The Creeping Flesh
Clearly I’m on an old school horror kick tonight. The next movie in the marathon is The Creeping Flesh. I’m apparently having a marathon secondary to the theme of old school horror, as I inadvertently chose another Christopher Lee and Peter Cushing film. Which I am ALL ABOUT right now. The Creeping Flesh is from 1973, and although a bit dated, includes very well done special effects. This is another of Dipper’s recommendations.
Not going to lie, this movie synopsis has given me the most trouble of almost any that I’ve written recently. Put plainly, the viewer can tell at the start of the film that any peace and quiet in Cushing’s life is balancing on spidersilk, because he can’t seem to put anything in order before rushing off to the next project. For example, he has spent the last year in Papua, New Guinea, chasing the origins of mankind and proof of evolution. When he comes back, it turns out that the estate’s finances have been dwindling, and his daughter has had to let go of two of the servants in order to make ends meet. To the extent that his brother, played by Lee, has been funding his expeditions. As if that weren’t enough, she’s distraught and pining for the mother she believed died when she was younger. She’s been struggling to find some scrap to tie herself to the mother she barely remembers. The truth, it turns out, is far worse. Her mother has recently died, in an asylum run by Lee, no less. It would seem that not only is Cushing’s life a mess, but so is Lee’s. Shortly into the film, one of the asylum inmates breaks free and is on the loose.
In the forefront of all of that chaos, is the discovery that Cushing made while in New Guinea. He has brought home with him a massive skeleton, one that creates more questions than it answers. It’s extremely old, but far more advanced. A paradox which intrigues Cushing to the extent that he basically forgets everything else around him. (Including his daughter starting to nose around in her dead mother’s locked room – which can’t be a good thing by any means! It’s worth noting that while poking around in her mother’s room, she discovers the truth of her mother’s committal in the asylum.) While examining the bones, Cushing decides to wash them off, and takes a wet towel to the hand. He quickly discovers that the flesh reappears on the bones when water is applied. He’s curious, so he removes one finger and allows the flesh to regrow.

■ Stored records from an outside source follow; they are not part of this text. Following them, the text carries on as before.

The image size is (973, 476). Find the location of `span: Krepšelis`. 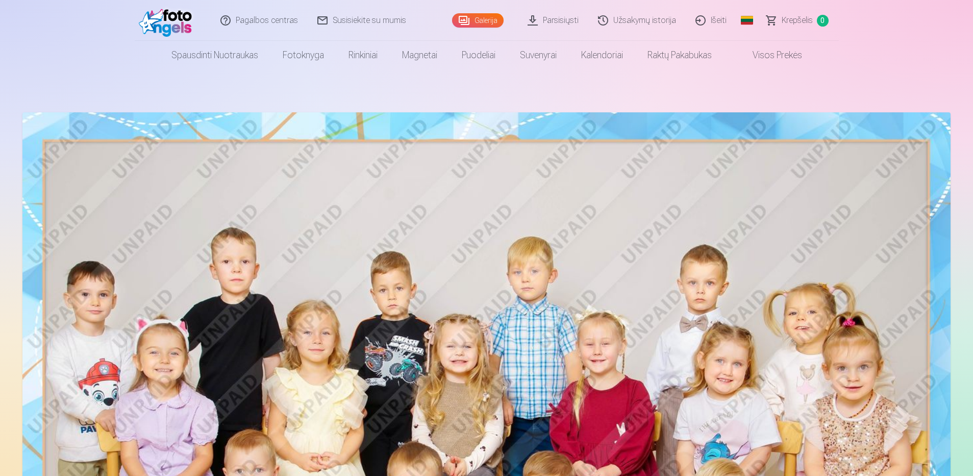

span: Krepšelis is located at coordinates (797, 20).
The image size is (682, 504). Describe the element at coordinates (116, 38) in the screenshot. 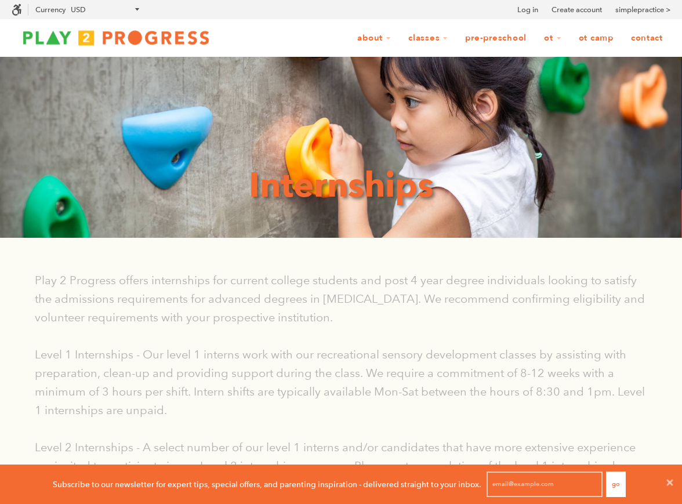

I see `img: Play2Progress logo` at that location.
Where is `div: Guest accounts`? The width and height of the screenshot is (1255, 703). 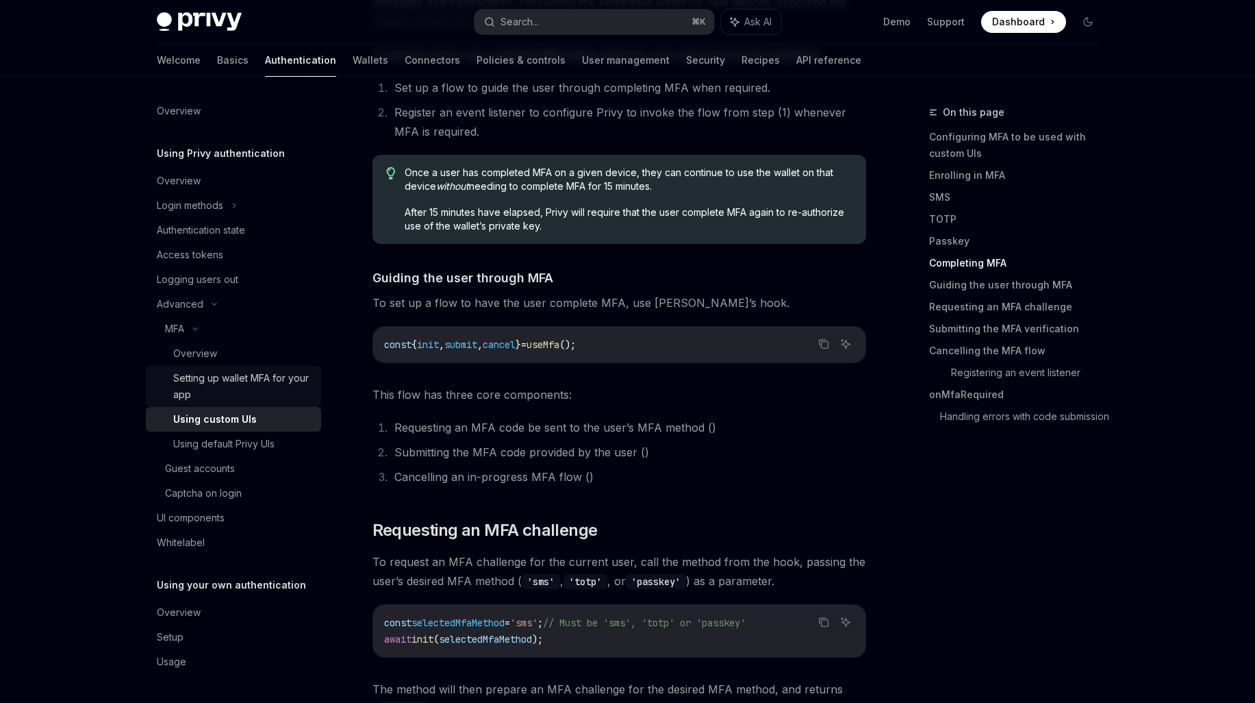 div: Guest accounts is located at coordinates (200, 468).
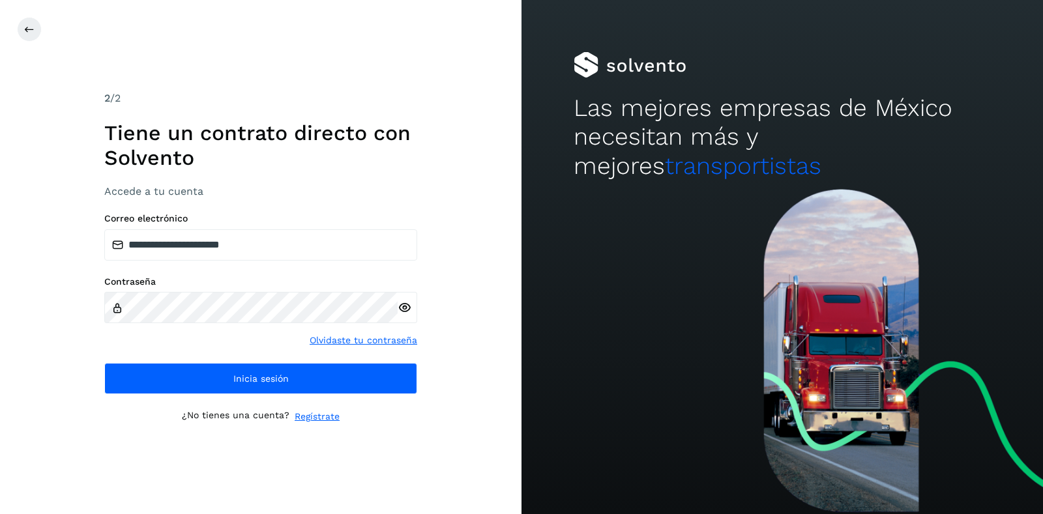 The width and height of the screenshot is (1043, 514). Describe the element at coordinates (261, 379) in the screenshot. I see `span: Inicia sesión` at that location.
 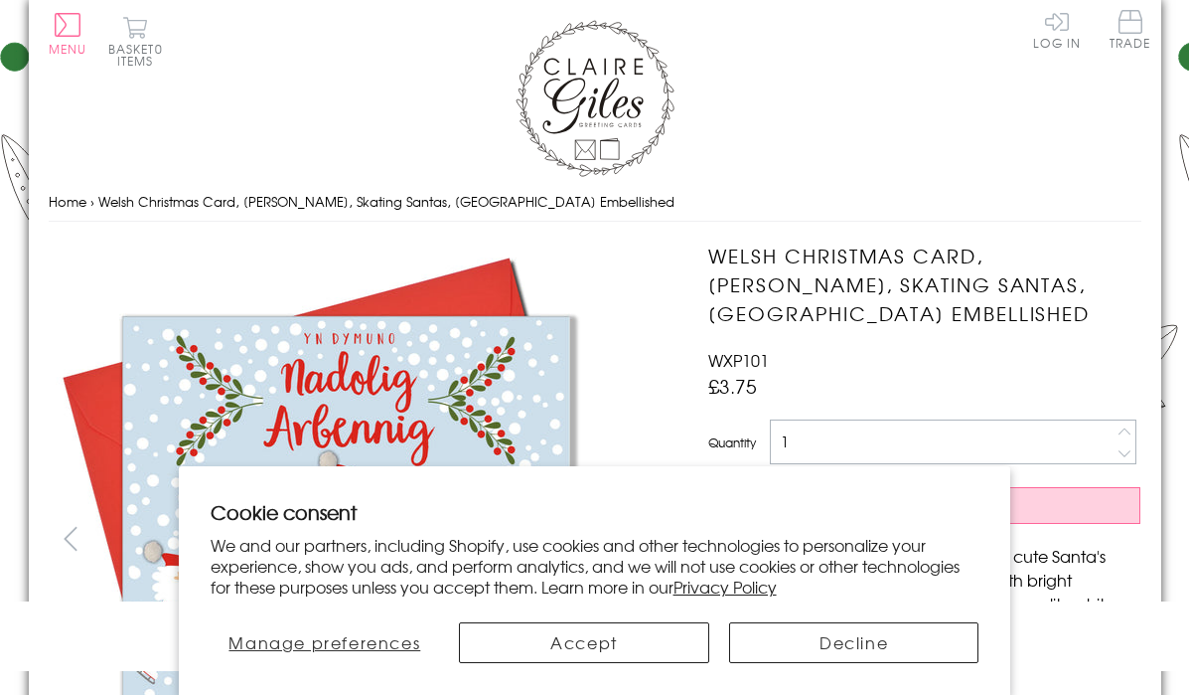 I want to click on span: Menu, so click(x=68, y=49).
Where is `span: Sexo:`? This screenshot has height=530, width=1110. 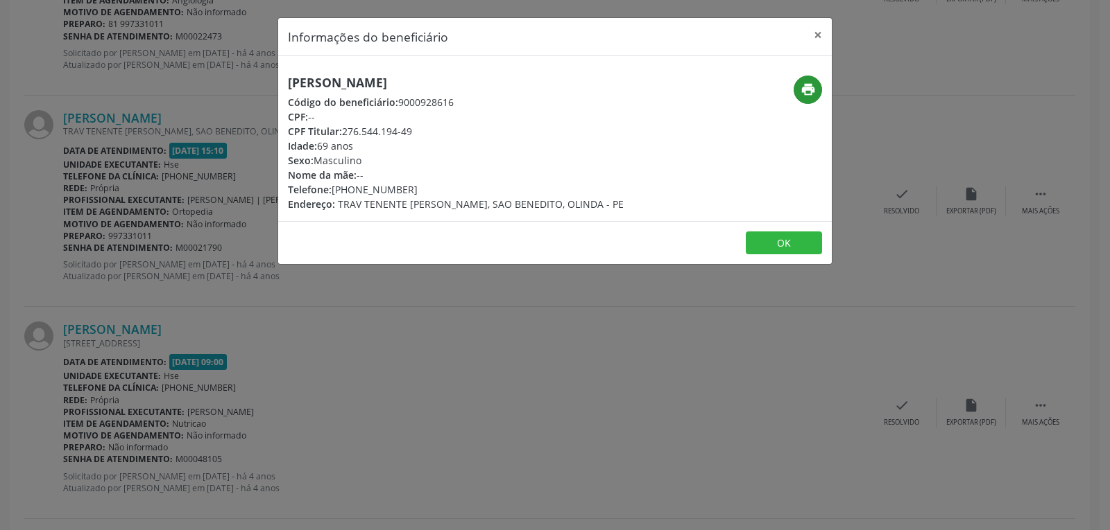
span: Sexo: is located at coordinates (300, 160).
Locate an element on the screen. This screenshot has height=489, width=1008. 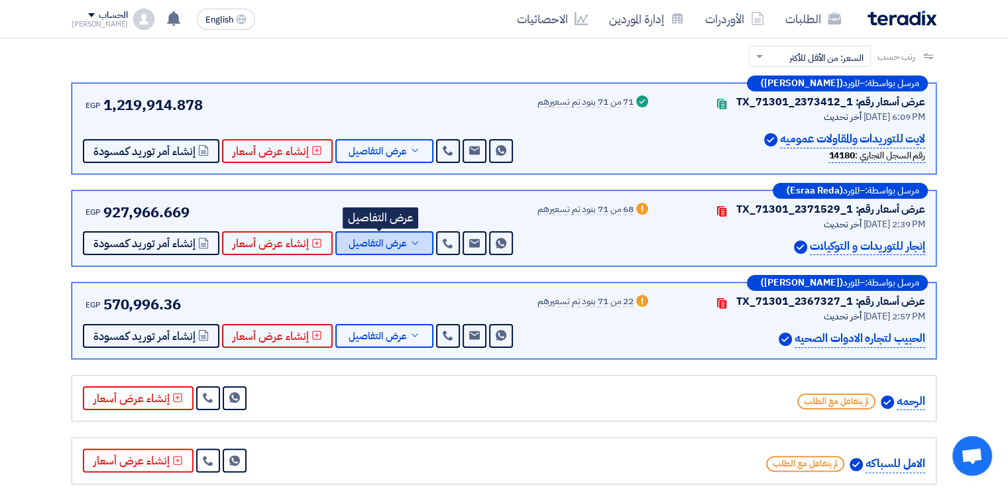
div: رقم السجل التجاري : is located at coordinates (877, 156).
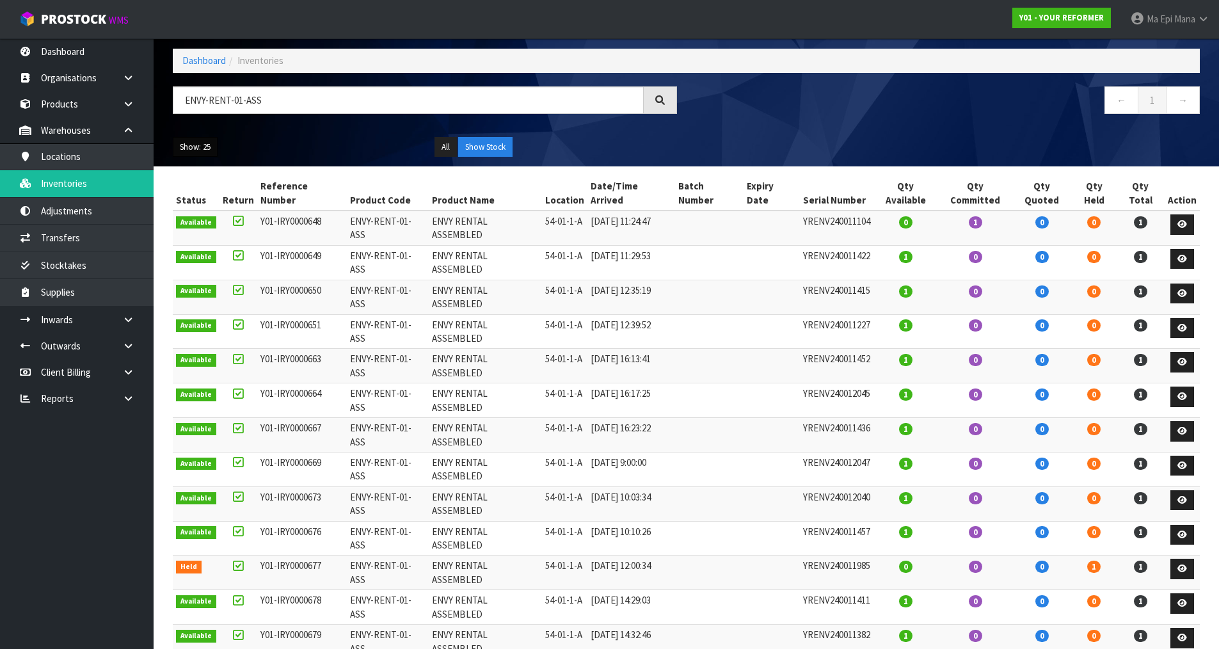 The height and width of the screenshot is (649, 1219). What do you see at coordinates (1093, 193) in the screenshot?
I see `th: Qty Held` at bounding box center [1093, 193].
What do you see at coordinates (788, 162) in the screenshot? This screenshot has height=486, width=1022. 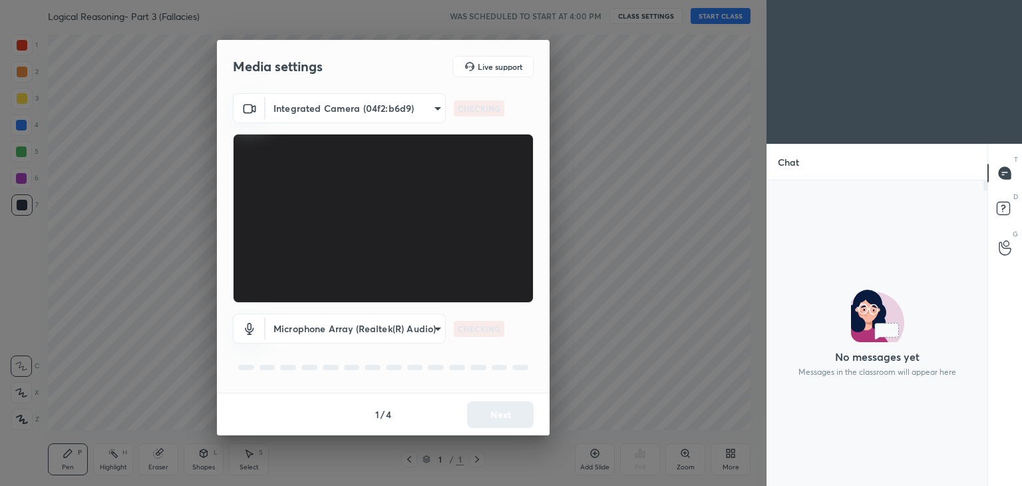 I see `p: Chat` at bounding box center [788, 162].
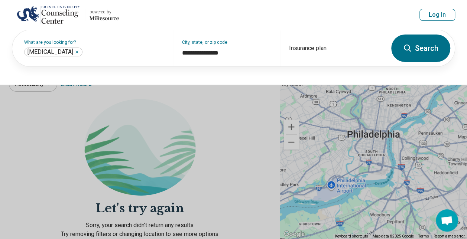  What do you see at coordinates (447, 221) in the screenshot?
I see `div: Open chat` at bounding box center [447, 221].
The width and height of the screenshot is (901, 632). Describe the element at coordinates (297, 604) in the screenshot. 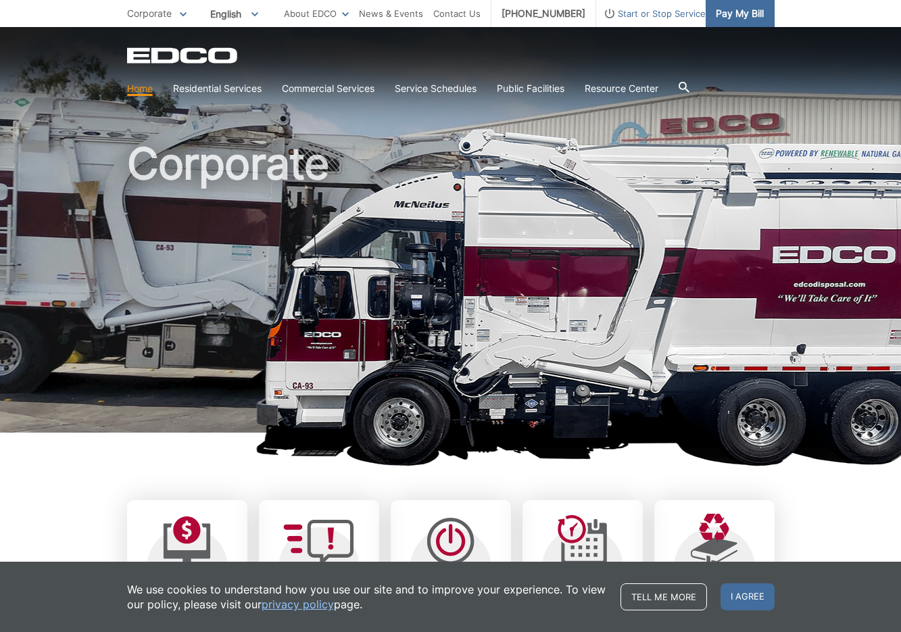

I see `a: privacy policy` at that location.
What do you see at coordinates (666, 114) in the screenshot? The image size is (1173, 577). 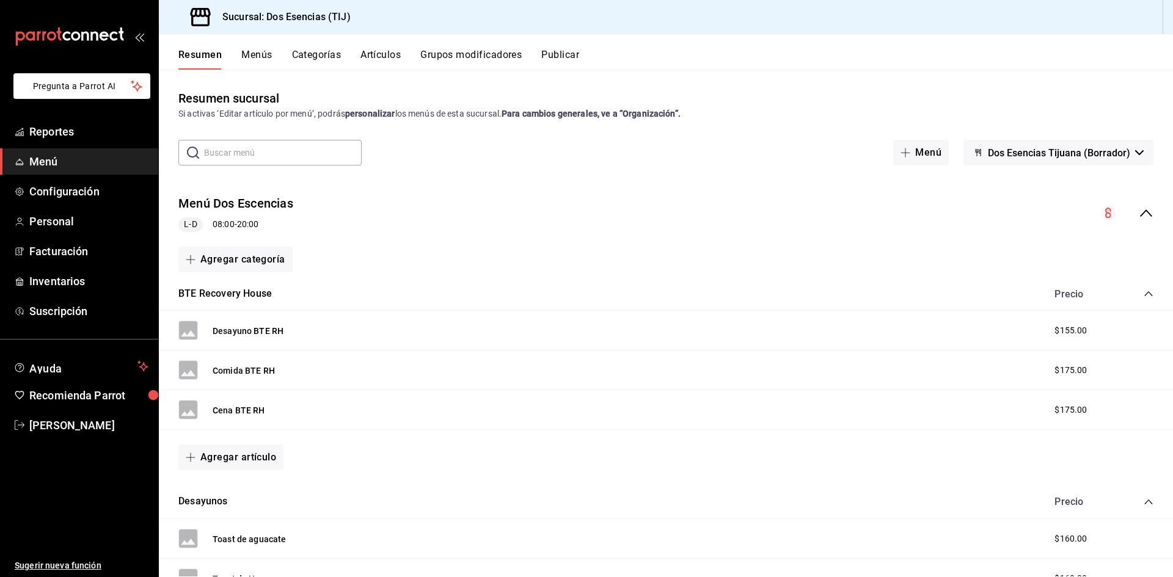 I see `div: Si activas ‘Editar artículo por menú’, podrás los menús de esta sucursal.` at bounding box center [666, 114].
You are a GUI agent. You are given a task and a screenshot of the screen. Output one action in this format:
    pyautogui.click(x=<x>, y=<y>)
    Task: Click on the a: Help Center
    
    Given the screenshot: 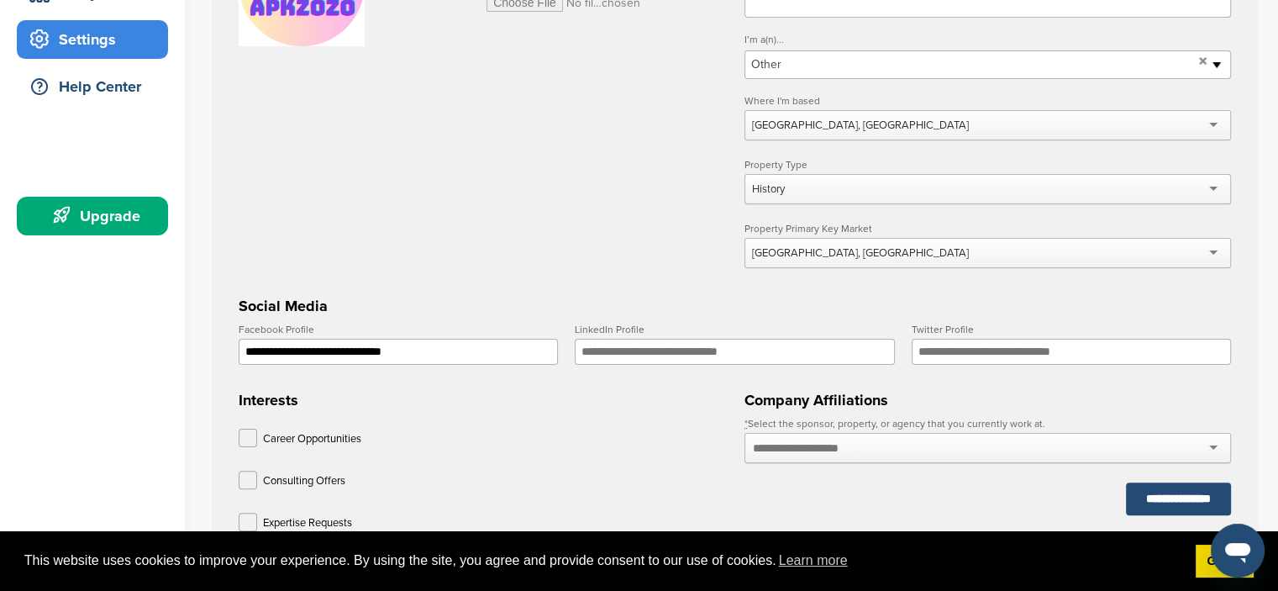 What is the action you would take?
    pyautogui.click(x=92, y=87)
    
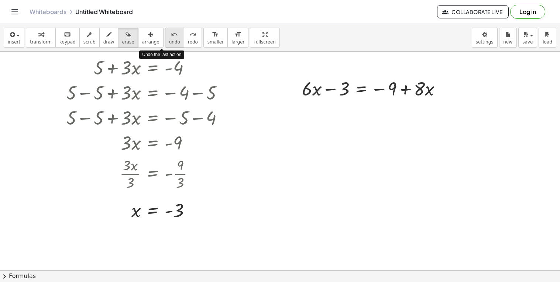 The height and width of the screenshot is (282, 560). I want to click on span: load, so click(547, 42).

While reading up on the legends of the region and searching for some clue about the bones, Cushing comes across a legend about a race of giants buried deep. They were supposed to be exposed slowly as the earth eroded around their bones, and a rainstorm was supposed to facilitate their return by fleshing out the bones. They were supposed to be the ultimate evil, and the legend says that by the time they are out and causing havoc, the peoples in New Guinea were supposed to have evolved enough to be able to fight them. (Holy mackerel! Such detail!) Cushing makes the leap that he can develop a serum against evil from the flesh – how the hell he came to that conclusion is kind of foggy – and begins to test it. Meanwhile, a thief enters Cushing’s lab and attempts to steal the skeleton, but winds up just exposing the whole thing to a rainstorm.
Cue unspeakable evil amid a backdrop of a deeply dysfunctional family, and you’ve got one helluva creepy classic! Once again, Cushing and Lee do not disappoint. The film is very well acted, well written, and very complex. If you’re looking for a solid creature flick with interesting characters, I would highly recommend that you see The Creeping Flesh.